Yes like I said I totally agree that it improves the growing potential of the soil in a lasting way but in an artificial way.
The soil and the communities of plants, fungi, bacteria, collembola, nematodes, acari and algae are a living thing that is
not something you can put in a bag. Every aspect of our biosphere was intentionally created by some organism or another.
If the stromatolites had not created our atmosphere of oxygen the air would be full of heavy metal hydrides and most things
would mutate and die before they had a chance to evolve any structures of use. Organisms everywhere are battling unbelievable
odds to create the right balance of clean air and water and micronutrient availability.
The soil is from 5-10% Iron but Iron availability is the limiting factor in all biological systems. A fungus creates a large complex molecule
just to capture a single atom of Iron. The solubility of iron is so low that it reminds me of the recipe for homeopathics, one atom/molecule
in a sphere the size of the orbit of Jupiter.
What I am saying here is that all of the things that biochar does are done better by biological systems for free.
If you farm without utilizing the biological system then you will just have a dead, energy and inputs hungry system.
There is a lot of big money going into researching the potential of biochar and I am glad to say that the science has
prevailed. Even carbon sequestration in farmland, which was being pushed by the big corporate farmers of the U.S. and
australia, was knocked back at Kyoto because everyone saw it for what it was, an attempt by these companies to turn
any future carbon credits scheme into their own slush fund.
When oil is finally too expensive to carry on the wasteful madness of the past century then the monster companies that
have grown around it will start to die. I wouldn't expect them to go without a fight though.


**Assignment**
Your output should be the lines of the data that follow, reproduced exactly from the first through the line bearing "Image is 527x244 pixels.".

════════════════

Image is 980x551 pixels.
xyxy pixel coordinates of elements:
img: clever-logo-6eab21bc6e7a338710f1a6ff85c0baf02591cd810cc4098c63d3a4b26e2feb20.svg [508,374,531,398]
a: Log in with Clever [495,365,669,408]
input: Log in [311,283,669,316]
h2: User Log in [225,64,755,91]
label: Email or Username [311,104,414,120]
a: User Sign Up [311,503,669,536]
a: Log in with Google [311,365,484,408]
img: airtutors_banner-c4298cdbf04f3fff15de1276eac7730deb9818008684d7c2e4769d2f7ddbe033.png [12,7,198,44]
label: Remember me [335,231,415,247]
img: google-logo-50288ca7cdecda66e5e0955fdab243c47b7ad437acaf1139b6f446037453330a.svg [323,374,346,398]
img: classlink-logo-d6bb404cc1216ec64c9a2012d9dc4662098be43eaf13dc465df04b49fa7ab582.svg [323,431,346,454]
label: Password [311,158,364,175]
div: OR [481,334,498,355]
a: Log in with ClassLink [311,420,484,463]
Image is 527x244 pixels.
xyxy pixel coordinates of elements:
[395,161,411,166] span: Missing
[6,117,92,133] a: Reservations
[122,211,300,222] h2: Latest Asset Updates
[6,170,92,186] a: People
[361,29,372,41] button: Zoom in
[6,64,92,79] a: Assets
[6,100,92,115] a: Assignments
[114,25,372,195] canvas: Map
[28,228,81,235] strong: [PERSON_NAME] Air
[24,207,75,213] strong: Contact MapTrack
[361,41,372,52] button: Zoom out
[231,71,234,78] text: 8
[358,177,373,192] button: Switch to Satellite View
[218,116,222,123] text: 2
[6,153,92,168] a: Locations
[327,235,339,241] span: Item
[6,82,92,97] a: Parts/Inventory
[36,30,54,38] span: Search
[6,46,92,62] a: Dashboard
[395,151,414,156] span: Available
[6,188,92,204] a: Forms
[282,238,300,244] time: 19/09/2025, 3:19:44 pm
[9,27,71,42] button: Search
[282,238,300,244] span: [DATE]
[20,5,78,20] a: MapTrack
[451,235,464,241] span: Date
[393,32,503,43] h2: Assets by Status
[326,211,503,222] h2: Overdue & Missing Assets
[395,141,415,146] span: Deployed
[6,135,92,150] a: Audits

════════════════

**Task answer**
Image is 980x551 pixels.
xyxy pixel coordinates of elements:
img: clever-logo-6eab21bc6e7a338710f1a6ff85c0baf02591cd810cc4098c63d3a4b26e2feb20.svg [508,374,531,398]
a: Log in with Clever [495,365,669,408]
input: Log in [311,283,669,316]
h2: User Log in [225,64,755,91]
label: Email or Username [311,104,414,120]
a: User Sign Up [311,503,669,536]
a: Log in with Google [311,365,484,408]
img: airtutors_banner-c4298cdbf04f3fff15de1276eac7730deb9818008684d7c2e4769d2f7ddbe033.png [12,7,198,44]
label: Remember me [335,231,415,247]
img: google-logo-50288ca7cdecda66e5e0955fdab243c47b7ad437acaf1139b6f446037453330a.svg [323,374,346,398]
img: classlink-logo-d6bb404cc1216ec64c9a2012d9dc4662098be43eaf13dc465df04b49fa7ab582.svg [323,431,346,454]
label: Password [311,158,364,175]
div: OR [481,334,498,355]
a: Log in with ClassLink [311,420,484,463]
Image is 527x244 pixels.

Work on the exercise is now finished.